[Soot-list] Extra athrow instruction in a finally block

mbatch at cs.mcgill.ca mbatch at cs.mcgill.ca
Thu Mar 6 16:33:58 EST 2008


> The method a() could throw an Error, too.  Did you try compiling this
> code with "catch(Throwable t)" instead?  If the compiler is smart, your
> athrow might go away.  Otherwise, it might become unreachable code.

You are correct, Richard, and I should have mentioned this. It isn't
really the catch block that is implicitly protected by a try/catch, it is
the entire try/catch construct that is protected (from a Throwable object,
the most generic)..

So even if the original try block catches a Throwable, you will STILL have
an implicitly generated try/catch(Throwable) that ensures that the finally
block runs (and then it throws the Throwable up the call stack, because
the throwable is NOT explicitly caught).

If you do catch the Throwable, as Richard suggested, instead of an
Exception, then that explicit catch will be caught, and the finally will
be run. There will still be a separate implicit catch of anything else
thrown within the catch block itself.

As an illustrative example, the "source code" representation would sort of
look like this (but it is a rough estimation, so gimme some slack):

try {  // implicit try
   try // explicit try
   {
      a();
   } catch (Throwable t1) { // explicit catch

   }
} catch (Throwable t2) { // implicit catch

   // explicit finally duplicated in implicit catch
   // re-throws NON explicit t2!!!
   System.out.println();
   throw t2;
}
// explicit finally runs after all try/catches have processed themselves.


-- Work request --
Write the entries again exactly, with no line missing.
= = =
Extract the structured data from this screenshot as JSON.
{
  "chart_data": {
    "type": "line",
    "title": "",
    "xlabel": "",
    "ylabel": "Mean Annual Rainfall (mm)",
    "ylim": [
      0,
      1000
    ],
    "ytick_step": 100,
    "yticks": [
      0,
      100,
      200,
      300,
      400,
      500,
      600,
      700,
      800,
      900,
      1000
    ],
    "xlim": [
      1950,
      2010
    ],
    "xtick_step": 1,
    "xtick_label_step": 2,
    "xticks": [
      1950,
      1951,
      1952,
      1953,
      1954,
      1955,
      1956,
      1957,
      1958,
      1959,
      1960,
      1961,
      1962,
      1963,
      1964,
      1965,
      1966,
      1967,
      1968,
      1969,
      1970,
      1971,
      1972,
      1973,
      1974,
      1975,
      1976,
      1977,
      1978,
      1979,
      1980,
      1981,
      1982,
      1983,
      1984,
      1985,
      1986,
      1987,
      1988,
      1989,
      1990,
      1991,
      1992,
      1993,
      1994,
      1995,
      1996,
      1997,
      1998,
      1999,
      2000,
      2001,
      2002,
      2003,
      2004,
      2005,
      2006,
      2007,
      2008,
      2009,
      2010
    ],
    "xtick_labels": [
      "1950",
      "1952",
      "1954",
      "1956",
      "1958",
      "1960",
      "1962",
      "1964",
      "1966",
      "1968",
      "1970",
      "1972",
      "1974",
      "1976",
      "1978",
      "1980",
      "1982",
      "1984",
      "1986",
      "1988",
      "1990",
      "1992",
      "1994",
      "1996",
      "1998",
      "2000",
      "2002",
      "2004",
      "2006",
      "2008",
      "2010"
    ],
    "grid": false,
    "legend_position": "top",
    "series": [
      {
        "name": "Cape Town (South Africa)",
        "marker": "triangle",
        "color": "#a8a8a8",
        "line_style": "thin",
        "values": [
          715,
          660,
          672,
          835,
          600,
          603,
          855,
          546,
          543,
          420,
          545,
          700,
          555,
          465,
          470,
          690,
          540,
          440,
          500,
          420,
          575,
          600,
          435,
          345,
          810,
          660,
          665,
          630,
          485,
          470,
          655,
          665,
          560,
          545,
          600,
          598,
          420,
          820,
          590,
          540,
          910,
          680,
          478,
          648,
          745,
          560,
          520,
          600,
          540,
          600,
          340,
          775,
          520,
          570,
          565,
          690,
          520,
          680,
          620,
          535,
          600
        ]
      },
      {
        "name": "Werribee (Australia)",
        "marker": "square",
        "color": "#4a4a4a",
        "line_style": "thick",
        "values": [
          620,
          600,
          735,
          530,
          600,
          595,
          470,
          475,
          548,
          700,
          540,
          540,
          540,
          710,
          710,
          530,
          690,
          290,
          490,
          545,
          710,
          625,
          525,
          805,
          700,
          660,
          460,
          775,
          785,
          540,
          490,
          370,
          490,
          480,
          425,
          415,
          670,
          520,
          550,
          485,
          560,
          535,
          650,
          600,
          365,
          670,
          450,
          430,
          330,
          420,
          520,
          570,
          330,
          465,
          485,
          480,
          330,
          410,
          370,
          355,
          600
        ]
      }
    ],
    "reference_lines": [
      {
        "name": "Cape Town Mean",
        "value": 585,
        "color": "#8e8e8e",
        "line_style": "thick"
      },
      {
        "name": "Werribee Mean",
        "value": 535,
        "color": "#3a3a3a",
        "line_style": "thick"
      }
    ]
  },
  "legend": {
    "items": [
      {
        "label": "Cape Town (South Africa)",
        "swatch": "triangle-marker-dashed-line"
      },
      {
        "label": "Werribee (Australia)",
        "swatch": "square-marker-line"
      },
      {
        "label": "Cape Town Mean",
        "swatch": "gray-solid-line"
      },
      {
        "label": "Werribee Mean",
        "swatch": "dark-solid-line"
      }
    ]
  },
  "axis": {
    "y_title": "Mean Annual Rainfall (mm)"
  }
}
= = =
-- Output of the task --
Extract the structured data from this screenshot as JSON.
{
  "chart_data": {
    "type": "line",
    "title": "",
    "xlabel": "",
    "ylabel": "Mean Annual Rainfall (mm)",
    "ylim": [
      0,
      1000
    ],
    "ytick_step": 100,
    "yticks": [
      0,
      100,
      200,
      300,
      400,
      500,
      600,
      700,
      800,
      900,
      1000
    ],
    "xlim": [
      1950,
      2010
    ],
    "xtick_step": 1,
    "xtick_label_step": 2,
    "xticks": [
      1950,
      1951,
      1952,
      1953,
      1954,
      1955,
      1956,
      1957,
      1958,
      1959,
      1960,
      1961,
      1962,
      1963,
      1964,
      1965,
      1966,
      1967,
      1968,
      1969,
      1970,
      1971,
      1972,
      1973,
      1974,
      1975,
      1976,
      1977,
      1978,
      1979,
      1980,
      1981,
      1982,
      1983,
      1984,
      1985,
      1986,
      1987,
      1988,
      1989,
      1990,
      1991,
      1992,
      1993,
      1994,
      1995,
      1996,
      1997,
      1998,
      1999,
      2000,
      2001,
      2002,
      2003,
      2004,
      2005,
      2006,
      2007,
      2008,
      2009,
      2010
    ],
    "xtick_labels": [
      "1950",
      "1952",
      "1954",
      "1956",
      "1958",
      "1960",
      "1962",
      "1964",
      "1966",
      "1968",
      "1970",
      "1972",
      "1974",
      "1976",
      "1978",
      "1980",
      "1982",
      "1984",
      "1986",
      "1988",
      "1990",
      "1992",
      "1994",
      "1996",
      "1998",
      "2000",
      "2002",
      "2004",
      "2006",
      "2008",
      "2010"
    ],
    "grid": false,
    "legend_position": "top",
    "series": [
      {
        "name": "Cape Town (South Africa)",
        "marker": "triangle",
        "color": "#a8a8a8",
        "line_style": "thin",
        "values": [
          715,
          660,
          672,
          835,
          600,
          603,
          855,
          546,
          543,
          420,
          545,
          700,
          555,
          465,
          470,
          690,
          540,
          440,
          500,
          420,
          575,
          600,
          435,
          345,
          810,
          660,
          665,
          630,
          485,
          470,
          655,
          665,
          560,
          545,
          600,
          598,
          420,
          820,
          590,
          540,
          910,
          680,
          478,
          648,
          745,
          560,
          520,
          600,
          540,
          600,
          340,
          775,
          520,
          570,
          565,
          690,
          520,
          680,
          620,
          535,
          600
        ]
      },
      {
        "name": "Werribee (Australia)",
        "marker": "square",
        "color": "#4a4a4a",
        "line_style": "thick",
        "values": [
          620,
          600,
          735,
          530,
          600,
          595,
          470,
          475,
          548,
          700,
          540,
          540,
          540,
          710,
          710,
          530,
          690,
          290,
          490,
          545,
          710,
          625,
          525,
          805,
          700,
          660,
          460,
          775,
          785,
          540,
          490,
          370,
          490,
          480,
          425,
          415,
          670,
          520,
          550,
          485,
          560,
          535,
          650,
          600,
          365,
          670,
          450,
          430,
          330,
          420,
          520,
          570,
          330,
          465,
          485,
          480,
          330,
          410,
          370,
          355,
          600
        ]
      }
    ],
    "reference_lines": [
      {
        "name": "Cape Town Mean",
        "value": 585,
        "color": "#8e8e8e",
        "line_style": "thick"
      },
      {
        "name": "Werribee Mean",
        "value": 535,
        "color": "#3a3a3a",
        "line_style": "thick"
      }
    ]
  },
  "legend": {
    "items": [
      {
        "label": "Cape Town (South Africa)",
        "swatch": "triangle-marker-dashed-line"
      },
      {
        "label": "Werribee (Australia)",
        "swatch": "square-marker-line"
      },
      {
        "label": "Cape Town Mean",
        "swatch": "gray-solid-line"
      },
      {
        "label": "Werribee Mean",
        "swatch": "dark-solid-line"
      }
    ]
  },
  "axis": {
    "y_title": "Mean Annual Rainfall (mm)"
  }
}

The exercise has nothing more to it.